Fixers step into chaos. They are adaptive and comfortable in a crisis, but they lose interest if there isn’t a big problem to solve.
Optimizers make what’s working work better. They are process-oriented and consistent, but they are drained by ambiguity.
This leadership framework isn’t a personality test, and no instinct is inherently better than another. Most of us have all three, with a dominant, supportive, and recessive instinct. The question isn’t who you are. It’s whether who you are matches the moment you’re in (discover your instinct at www.takeBFO.com).
External Alignment: Product Aligned with the Marketplace
I recently heard the director of an underenrolled program note, “We just need to get more creative with our marketing.” This is usually the wrong diagnosis.
In 2017, Jack in the Box sold over 554 million tacos—not because they taste great, but because they figured out alignment. They built a product that matched a need in the market: late-night hunger, no desire to leave the car, and wanting something cheap that won’t make a mess. That’s alignment.
A product aligned with the marketplace is the best marketing of all.
I consistently see schools struggle to articulate the value they offer students. And when you can’t do that clearly, students vote with their feet. When enrollment is down, they’re not just choosing somewhere else; they’re casting a vote that says, “I don’t think you’re worth it.” To fix this, you must answer three questions with brutal clarity:
1. Which specific students are you choosing to serve? “Christian students” is too broad. Who are they? What do they hope for? The inability to answer this with specificity is almost always the root of a strategy problem that no marketing campaign can fix.
2. Which of these students’ needs will you meet? Once you’ve identified the student, the next question is what they’re hiring you to do for them. Students aren’t just enrolling to get a diploma. They’re trying to make progress in their lives. They might be trying to find purpose, make their family proud, or land their dream job. If you don’t know which of those jobs your institution is being hired for, you’re just guessing.

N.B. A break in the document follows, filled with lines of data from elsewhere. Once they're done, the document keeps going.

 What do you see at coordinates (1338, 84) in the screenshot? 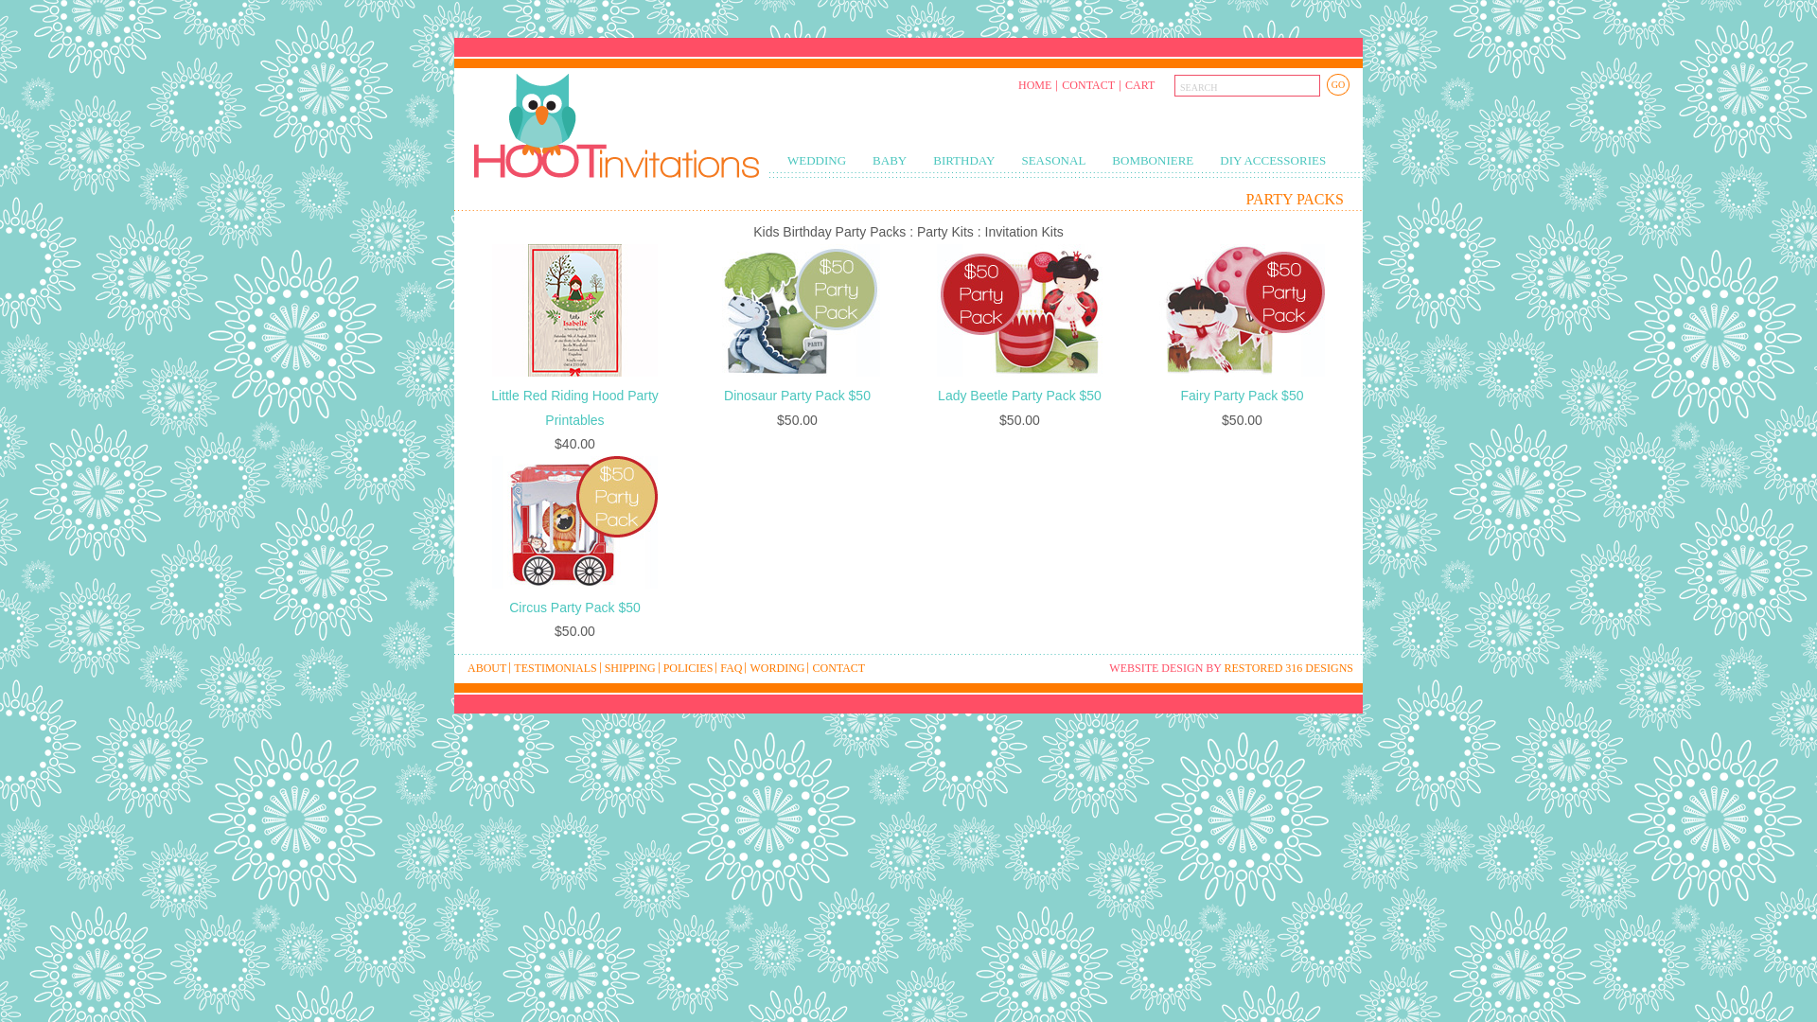
I see `Go` at bounding box center [1338, 84].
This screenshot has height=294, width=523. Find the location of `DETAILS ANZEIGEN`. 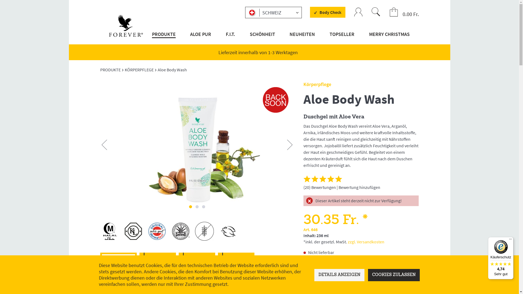

DETAILS ANZEIGEN is located at coordinates (339, 275).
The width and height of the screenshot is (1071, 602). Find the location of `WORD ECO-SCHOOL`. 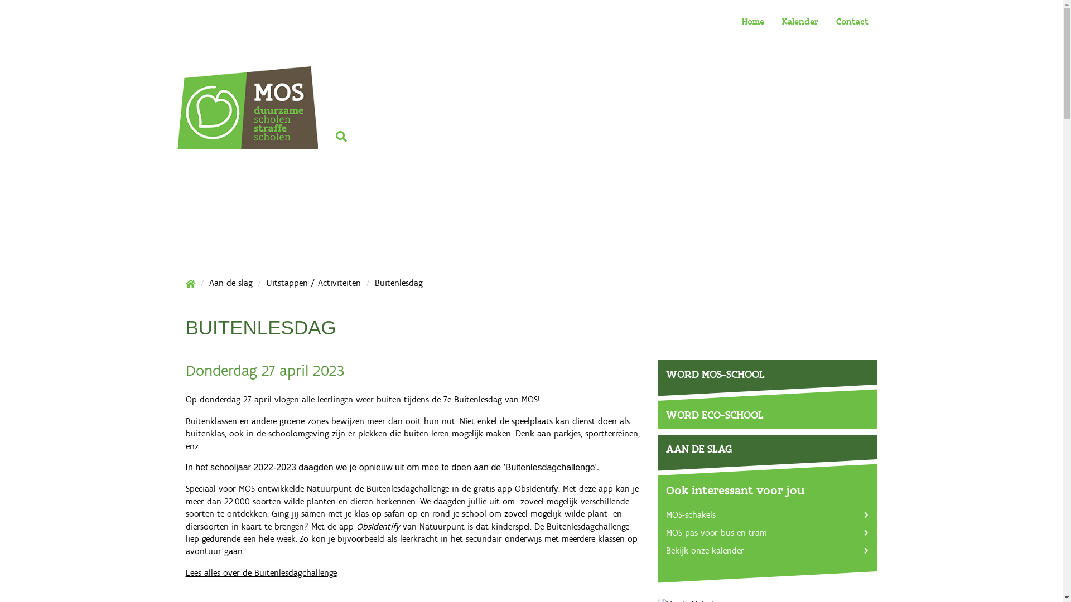

WORD ECO-SCHOOL is located at coordinates (768, 415).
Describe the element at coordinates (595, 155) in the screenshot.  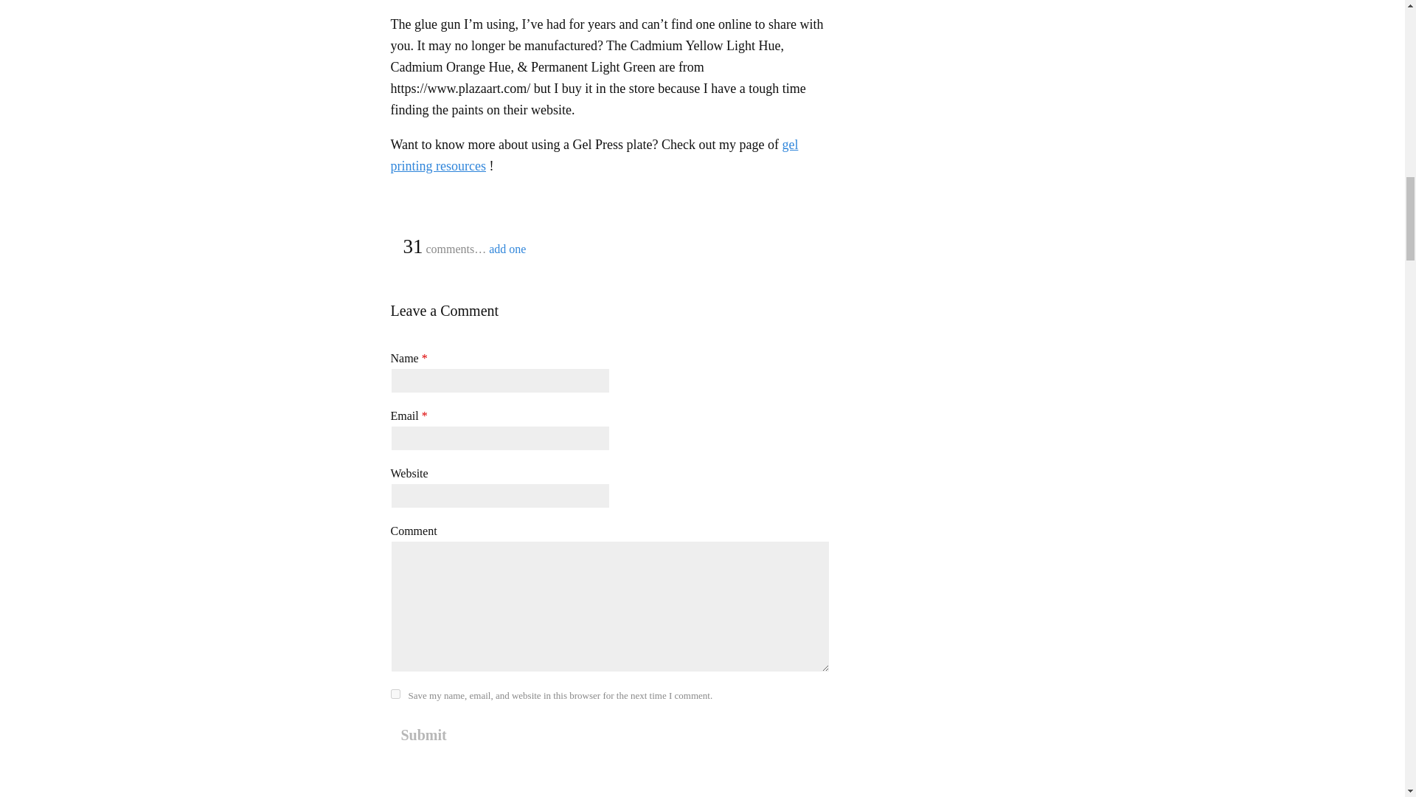
I see `gel printing resources` at that location.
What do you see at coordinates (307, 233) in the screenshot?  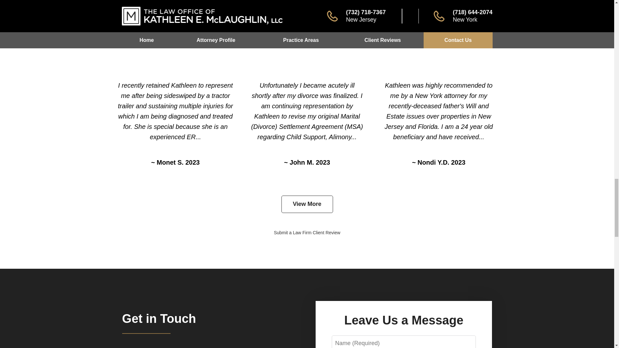 I see `Submit a Law Firm Client Review` at bounding box center [307, 233].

3. What relative price will you charge? If you don’t know who you’re serving or what needs you’re meeting, you often spread yourself too thin, expenses go up, and the perception of value goes down. People don’t avoid your institution because it’s expensive; they avoid it because they don’t believe the value matches the price.
If your strategic plan doesn’t answer these three questions with clarity and specificity, it isn’t really a strategy. It’s a communication document that spreads people thin and calls it progress.
The Real Work
AI can help you move faster. But faster in the wrong direction is still the wrong direction.
The organizations that thrive won’t be the ones with the most sophisticated tech stacks. They’ll be the ones where leadership matches the moment, strategy is understood at every level, and there is a clear picture of who they are built to serve.
That’s institutional alignment. Right now, it’s the most important work you can do.
–Ryan J. Dougherty is the Principal Partner at TG Three with over 25 years of experience building successful leaders, teams, and strategies. TG Three is a values-driven strategy company dedicated to serving Christian institutions to help get them from where they are to where they want to be.